Consider the following for high schools in North Carolina:
  • All school systems in NC now operate under a ten-point scale. In the past, a “70” was the lowest passing grade a student could receive in many districts. Now it is a “60.”
  • Some school systems have a minimum grade allowed for a student on a report card: “50.” Couple that with the first condition and of the 51 actual numerical grades that a student can receive, only 10 of those are failing grades (“50”- “59”).
  • Graduation rates are altered. It is interesting to think that those rates can be measured differently from state to state. Does it include students who graduate in only four years? Five years? Who finish at least with a GRE?
  • Definitions of what is proficient on standardized test results changes constantly. Some people may call it a “curve,” but what really is happening is that a “conversion formula” is used to create a final grade. In some instances, that may change from semester to semester. Plus, we have those in power who can’t tell proficiency from growth.
  • In the last two to three decades the nation has seen a rapid rise in standardized tests on federal, state, and local levels. Who makes those tests and how they are graded are rather vague in many cases. Writing tests may actually be graded by algorithms not people.
  • There is the move to all online testing for convenience and economic reasons takes away from the kinetic advantages of using pen and paper.

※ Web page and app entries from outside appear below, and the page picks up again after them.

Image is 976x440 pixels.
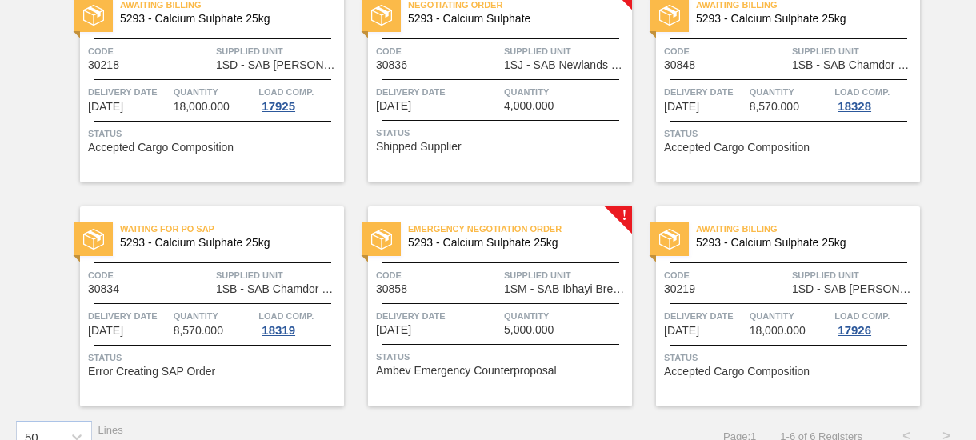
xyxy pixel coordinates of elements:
[504,59,628,71] span: 1SJ - SAB Newlands Brewery
[376,43,500,59] span: Code
[664,308,746,324] span: Delivery Date
[792,267,916,283] span: Supplied Unit
[258,84,314,100] span: Load Comp.
[120,221,344,237] span: Waiting for PO SAP
[376,59,407,71] span: 30836
[88,59,119,71] span: 30218
[664,126,916,142] span: Status
[835,100,875,113] div: 18328
[664,283,695,295] span: 30219
[88,142,234,154] span: Accepted Cargo Composition
[120,13,331,25] span: 5293 - Calcium Sulphate 25kg
[750,308,831,324] span: Quantity
[376,365,557,377] span: Ambev Emergency Counterproposal
[659,5,680,26] img: status
[344,206,632,406] a: !statusEmergency Negotiation Order5293 - Calcium Sulphate 25kgCode30858Supplied Unit1SM - SAB Ibh...
[408,221,632,237] span: Emergency Negotiation Order
[376,267,500,283] span: Code
[835,84,890,100] span: Load Comp.
[376,100,411,112] span: 08/21/2025
[88,126,340,142] span: Status
[750,325,806,337] span: 18,000.000
[376,125,628,141] span: Status
[88,84,170,100] span: Delivery Date
[504,43,628,59] span: Supplied Unit
[371,5,392,26] img: status
[88,43,212,59] span: Code
[258,84,340,113] a: Load Comp.17925
[216,283,340,295] span: 1SB - SAB Chamdor Brewery
[696,237,907,249] span: 5293 - Calcium Sulphate 25kg
[504,84,628,100] span: Quantity
[83,5,104,26] img: status
[664,366,810,378] span: Accepted Cargo Composition
[664,59,695,71] span: 30848
[696,221,920,237] span: Awaiting Billing
[371,229,392,250] img: status
[750,84,831,100] span: Quantity
[664,43,788,59] span: Code
[258,100,298,113] div: 17925
[376,141,462,153] span: Shipped Supplier
[88,366,215,378] span: Error Creating SAP Order
[376,84,500,100] span: Delivery Date
[664,325,699,337] span: 08/27/2025
[376,324,411,336] span: 08/26/2025
[750,101,799,113] span: 8,570.000
[696,13,907,25] span: 5293 - Calcium Sulphate 25kg
[174,101,230,113] span: 18,000.000
[174,84,255,100] span: Quantity
[835,308,890,324] span: Load Comp.
[664,142,810,154] span: Accepted Cargo Composition
[835,308,916,337] a: Load Comp.17926
[664,267,788,283] span: Code
[376,283,407,295] span: 30858
[664,84,746,100] span: Delivery Date
[504,100,554,112] span: 4,000.000
[659,229,680,250] img: status
[664,350,916,366] span: Status
[408,13,619,25] span: 5293 - Calcium Sulphate
[216,59,340,71] span: 1SD - SAB Rosslyn Brewery
[88,308,170,324] span: Delivery Date
[504,308,628,324] span: Quantity
[376,308,500,324] span: Delivery Date
[408,237,619,249] span: 5293 - Calcium Sulphate 25kg
[792,283,916,295] span: 1SD - SAB Rosslyn Brewery
[664,101,699,113] span: 08/21/2025
[174,308,255,324] span: Quantity
[88,325,123,337] span: 08/21/2025
[504,267,628,283] span: Supplied Unit
[88,101,123,113] span: 08/11/2025
[88,267,212,283] span: Code
[83,229,104,250] img: status
[504,283,628,295] span: 1SM - SAB Ibhayi Brewery
[216,43,340,59] span: Supplied Unit
[792,59,916,71] span: 1SB - SAB Chamdor Brewery
[835,84,916,113] a: Load Comp.18328
[88,350,340,366] span: Status
[632,206,920,406] a: statusAwaiting Billing5293 - Calcium Sulphate 25kgCode30219Supplied Unit1SD - SAB [PERSON_NAME]De...
[88,283,119,295] span: 30834
[504,324,554,336] span: 5,000.000
[174,325,223,337] span: 8,570.000
[216,267,340,283] span: Supplied Unit
[258,308,314,324] span: Load Comp.
[792,43,916,59] span: Supplied Unit
[56,206,344,406] a: statusWaiting for PO SAP5293 - Calcium Sulphate 25kgCode30834Supplied Unit1SB - SAB Chamdor Brewe...
[376,349,628,365] span: Status
[120,237,331,249] span: 5293 - Calcium Sulphate 25kg
[835,324,875,337] div: 17926
[258,308,340,337] a: Load Comp.18319
[258,324,298,337] div: 18319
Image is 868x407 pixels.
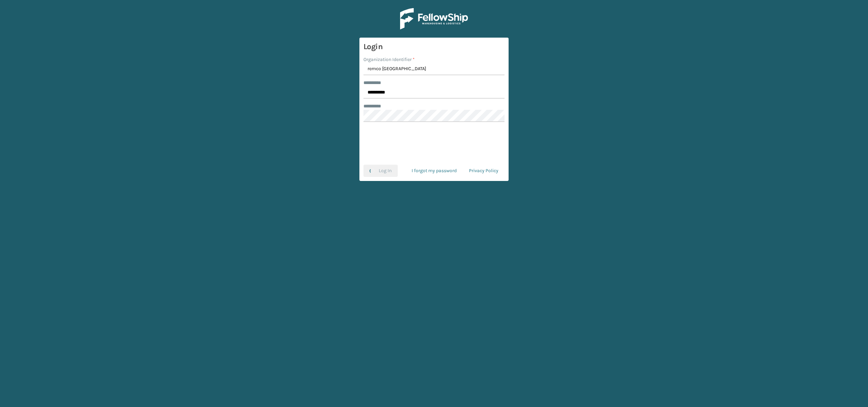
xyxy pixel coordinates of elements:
button: Log In [364,165,398,177]
a: I forgot my password [405,165,463,177]
label: Organization Identifier [364,56,415,63]
iframe: reCAPTCHA [382,130,486,157]
img: Logo [400,8,468,30]
a: Privacy Policy [463,165,504,177]
h3: Login [364,41,504,52]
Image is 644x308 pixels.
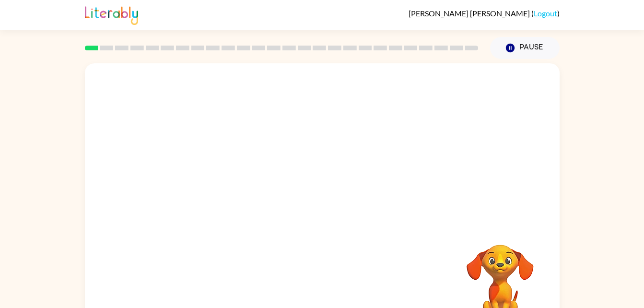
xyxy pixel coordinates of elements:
[85,4,138,25] img: Literably
[409,9,531,18] span: [PERSON_NAME] [PERSON_NAME]
[491,37,560,59] button: Pause
[409,9,560,18] div: ( )
[534,9,558,18] a: Logout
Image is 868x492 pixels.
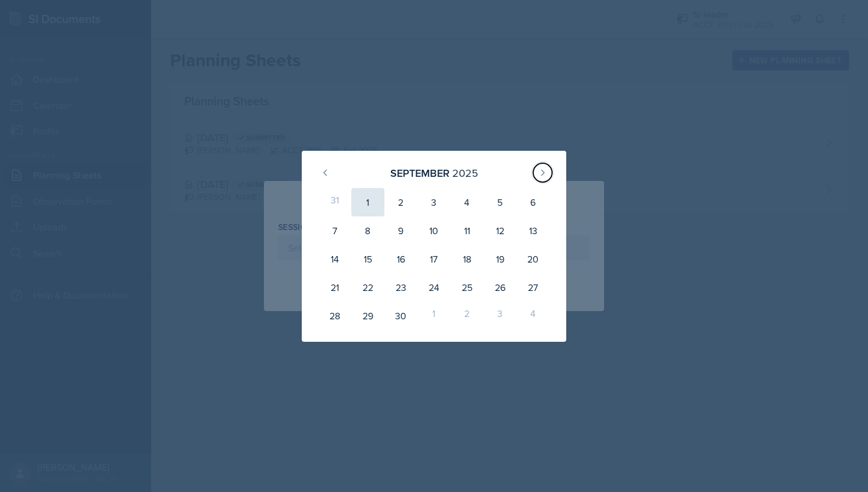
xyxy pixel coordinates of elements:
[352,301,385,330] div: 29
[390,165,449,181] div: September
[418,273,450,301] div: 24
[418,188,450,217] div: 3
[517,188,550,217] div: 6
[517,217,550,245] div: 13
[450,188,484,217] div: 4
[484,301,517,330] div: 3
[517,273,550,301] div: 27
[318,217,352,245] div: 7
[484,217,517,245] div: 12
[484,245,517,273] div: 19
[385,273,418,301] div: 23
[418,217,450,245] div: 10
[352,273,385,301] div: 22
[517,301,550,330] div: 4
[352,188,385,217] div: 1
[352,217,385,245] div: 8
[517,245,550,273] div: 20
[385,245,418,273] div: 16
[385,301,418,330] div: 30
[352,245,385,273] div: 15
[318,245,352,273] div: 14
[450,301,484,330] div: 2
[484,188,517,217] div: 5
[385,217,418,245] div: 9
[318,188,352,217] div: 31
[450,217,484,245] div: 11
[385,188,418,217] div: 2
[318,273,352,301] div: 21
[450,273,484,301] div: 25
[418,245,450,273] div: 17
[450,245,484,273] div: 18
[484,273,517,301] div: 26
[318,301,352,330] div: 28
[452,165,478,181] div: 2025
[418,301,450,330] div: 1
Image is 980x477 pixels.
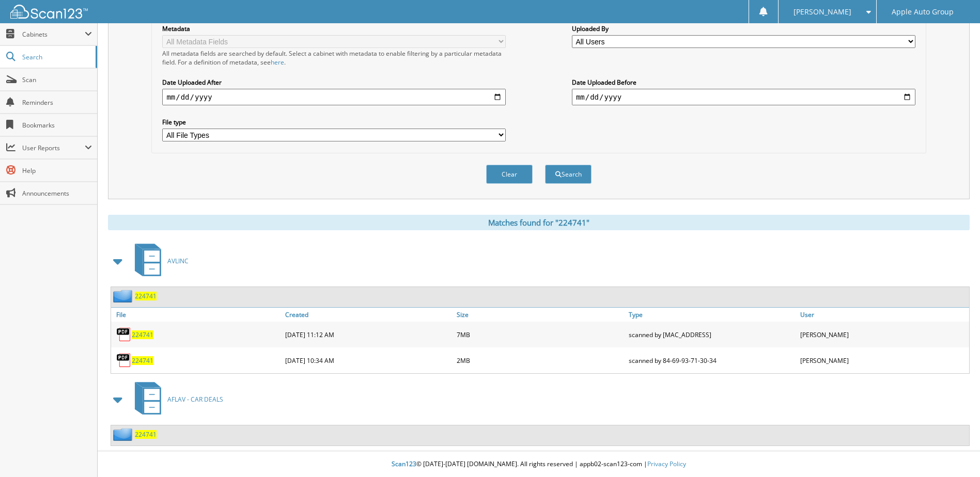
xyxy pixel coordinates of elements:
[892,9,954,15] span: Apple Auto Group
[793,9,852,15] span: [PERSON_NAME]
[23,98,92,107] span: Reminders
[798,350,969,371] div: [PERSON_NAME]
[572,78,915,87] label: Date Uploaded Before
[626,350,798,371] div: scanned by 84-69-93-71-30-34
[392,460,417,468] span: Scan123
[113,290,135,303] img: folder2.png
[545,165,591,184] button: Search
[23,144,85,152] span: User Reports
[167,395,223,404] span: AFLAV - CAR DEALS
[283,350,454,371] div: [DATE] 10:34 AM
[487,165,532,184] button: Clear
[98,452,980,477] div: © [DATE]-[DATE] [DOMAIN_NAME]. All rights reserved | appb02-scan123-com |
[626,325,798,345] div: scanned by [MAC_ADDRESS]
[162,118,506,127] label: File type
[283,325,454,345] div: [DATE] 11:12 AM
[23,121,92,130] span: Bookmarks
[162,49,506,67] div: All metadata fields are searched by default. Select a cabinet with metadata to enable filtering b...
[113,428,135,441] img: folder2.png
[572,89,915,106] input: end
[117,327,132,343] img: PDF.png
[108,215,970,231] div: Matches found for "224741"
[129,379,223,420] a: AFLAV - CAR DEALS
[162,89,506,106] input: start
[117,353,132,368] img: PDF.png
[798,325,969,345] div: [PERSON_NAME]
[270,57,284,67] a: here
[23,166,92,175] span: Help
[626,308,798,322] a: Type
[132,331,153,339] a: 224741
[10,5,88,19] img: scan123-logo-white.svg
[111,308,283,322] a: File
[572,24,915,33] label: Uploaded By
[23,30,85,39] span: Cabinets
[167,256,189,266] span: AVLINC
[454,308,626,322] a: Size
[135,430,156,439] a: 224741
[162,24,506,33] label: Metadata
[798,308,969,322] a: User
[135,292,156,301] a: 224741
[454,350,626,371] div: 2MB
[23,53,90,61] span: Search
[162,78,506,87] label: Date Uploaded After
[23,189,92,198] span: Announcements
[283,308,454,322] a: Created
[23,75,92,84] span: Scan
[129,241,189,281] a: AVLINC
[647,460,686,468] a: Privacy Policy
[454,325,626,345] div: 7MB
[132,357,153,365] a: 224741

  • Funding for resources in public schools constantly changes. Actually, it keeps decreasing. In NC, schools are receiving less per-pupil expenditures than they did before the Great Recession (adjusted for inflation).
  • Schools are measured differently than they were just a few years ago. In NC, there is the school performance grading system that uses variables like the ACT, which ALL students must take on a school day. The ACT designed to be taken by those students who wish to apply to college. Not all students want to go to college.
  • Those school performance grades in NC and school “report cards” are calculated by a company called SAS. The algorithms they use in coming up with those results are secret. Educators do not know if those calculations use a constant formula.
  • End-of-course tests and standardized finals have changed considerably over the last few years and many do not know who writes them.
  • Many students are now taking more classes as a seven period day is being replaced with block scheduling. That means that students now take eight classes in a school year.
  • And if you think getting into college is the same now as it was in the past, think again.
That’s just a few.
Many politicians and education reformers know that and take advantage of many people’s lack of understanding that comparing current information to historical data goes deeper than the names of the tests.
It allows these politicians and reformers to use “revisionist history.” When the criteria for how we measure schools and student performance are constantly in flux, then the people who control the data can present it in any way they like. And that can skew the truth.
However, there are some constants that do expand across generations in all schools that are true now as they were in the 1980’s.
  • Poverty effects student achievement.
  • Fully funding schools helps students.
  • Treating teachers as professionals helps schools.
  • Community support is vital.
  • Lawmakers should listen to teachers when gauging student needs.
Our public schools are better than you may think.
Probably a lot better.
With the constant dialogue that “we must improve schools” and the “need to implement reforms,” it is imperative that we as a taxpaying public seek to understand all of the variables in which schools are and can be measured, and not all of them are quantifiable. And not all of them are reported or allowed to be seen.
It also tells us that we need to keep public education mind when we cast our votes in November.